In the fifties, I think it was, there was a science fiction novel, my copy of which has disappeared, by, I think, Charles Eric Maine, called High Vacuum. The idea was that in teaching cadets in the space program about the dangers of vacuum to their survival in space, it was useful to have them think about Vacuum as trying to get into their spacecraft and kill them. From a “Safety First” point of view, it seemed more practical for spacemen, as they were thought of in the 1950s, to think of keeping high vacuum out of their craft rather than to think about keeping their life-supporting oxygen from escaping, thus leaving them to die. So, instead of thinking of vacuum as the absence of atmosphere, they were taught to think of it as an active agent trying to get “in” and kill them.

    When we think of Mediocrity in education, a similar strategy is advisable  for us. Generally it is thought that Mediocrity is the absence of excellence, a lack of good quality in performance or knowledge. But in thinking about standards in our schools, I have come more and more to regard Mediocrity as an active agent, trying (with notable success) to establish itself and spread itself throughout every academic enterprise. I think of it as a potent force for lowering standards, and for reducing the value we place on the work that teachers and students should be doing in the classroom.

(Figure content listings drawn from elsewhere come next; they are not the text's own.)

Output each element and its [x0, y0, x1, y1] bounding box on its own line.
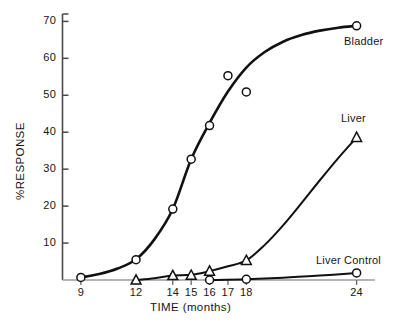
- marker-bladder-x12: [132, 256, 140, 264]
- marker-liver-x24: [352, 132, 362, 141]
- marker-bladder-x15: [187, 155, 195, 163]
- y-tick-label-50: 50: [22, 88, 56, 100]
- x-axis-title: TIME (months): [150, 301, 231, 313]
- marker-bladder-x17: [224, 72, 232, 80]
- chart-figure: 10203040506070912141516171824TIME (month…: [0, 0, 402, 323]
- series-label-bladder: Bladder: [344, 35, 383, 47]
- series-label-liver: Liver: [341, 112, 366, 124]
- x-tick-label-18: 18: [232, 286, 260, 298]
- x-tick-label-12: 12: [122, 286, 150, 298]
- marker-liver-control-x16: [206, 276, 214, 284]
- x-tick-label-24: 24: [343, 286, 371, 298]
- y-tick-label-10: 10: [22, 236, 56, 248]
- marker-bladder-x9: [77, 273, 85, 281]
- series-label-liver-control: Liver Control: [316, 254, 381, 266]
- x-tick-label-9: 9: [67, 286, 95, 298]
- marker-bladder-x18: [242, 88, 250, 96]
- marker-liver-control-x18: [242, 275, 250, 283]
- marker-liver-x18: [241, 255, 251, 264]
- marker-bladder-x24: [353, 22, 361, 30]
- y-tick-label-40: 40: [22, 125, 56, 137]
- chart-plot-area: [0, 0, 402, 323]
- y-tick-label-70: 70: [22, 14, 56, 26]
- y-axis-title: %RESPONSE: [14, 122, 26, 200]
- marker-bladder-x16: [206, 122, 214, 130]
- marker-liver-control-x24: [353, 269, 361, 277]
- y-tick-label-60: 60: [22, 51, 56, 63]
- y-tick-label-30: 30: [22, 162, 56, 174]
- y-tick-label-20: 20: [22, 199, 56, 211]
- series-curve-bladder: [81, 26, 357, 278]
- marker-bladder-x14: [169, 205, 177, 213]
- series-curve-liver-control: [210, 273, 357, 280]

I know we could outline many of the strategies employed, and many victories won, by the forces of Mediocrity in our schools, and this is something to which I believe we should turn more of our attention as we think about education reform.

    But let us think for a moment of the gifted students in our classrooms, and ask ourselves why so many of them have “dropped out” of education. What are some of the demands and pressures on them which make it harder for them to do what they are good at, which is to learn a lot and achieve proficiency in a variety of the skills of understanding and expression in history, literature, science and math?

    One of the problems with teaching high school students is that you never know who is out there. As you look out over your class, you can easily forget that Mohandas K. Gandhi, Henry Kissinger, George Orwell, Richard Feynman, Marie Curie, Winston Churchill, Colin Powell, Robert Oppenheimer, Madeleine Albright, and George C. Marshall, among others, were once high school students too. And to some extent, they were all disguised as teenagers. Some gifted students stand out and seem to be immune to any effort to make them work less hard, or  pretend to be stupid, or be ashamed of being smart, or try harder to be popular in order to compensate for the “problem” of being really bright, but some gifted students instead hide out and do not succeed in finding a good place to work in the classroom. 


We can’t imagine this sort of thing happening on the playing field, where a gifted athlete would try to hide his athletic skills for fear of being rejected. The very idea is absurd. Yet this is what we see with too many bright students in school. And many in the Mediocrity establishment tell them, in one way or another, that their intelligence and skill at learning are not things to be so proud of, that they should not be “elitist,” that they should make amends  by performing community service, that they should help other students as a sort of due penance for the sin of excellence, and the like. We would not dream of treating our best athletes this way, yet we do it to bright kids all the time, almost without thinking about it.

    We seem to have some strange confusion about the relative roles of genes and hard work.
In athletics, apparently, no matter how much natural talent an athlete has, it is all right to think that her achievement is the result of real effort and thus praiseworthy, yet in academics we seem to believe that no matter how hard a student works, the achievement is fundamentally the result of her genes and thus nothing to be proud of. Among the worst consequences of this philosophy are that it has encouraged black students to huge efforts and superb achievement on the courts and playing fields, but discouraged them from making much effort in the classroom, lest they be seen as “acting white.” Black kids can dominate sports invented by white people, but if the curriculum is defined as “white,” then black kids must not be expected to do well in it. As this Rule of Mediocrity continues to operate, we all pay the cost.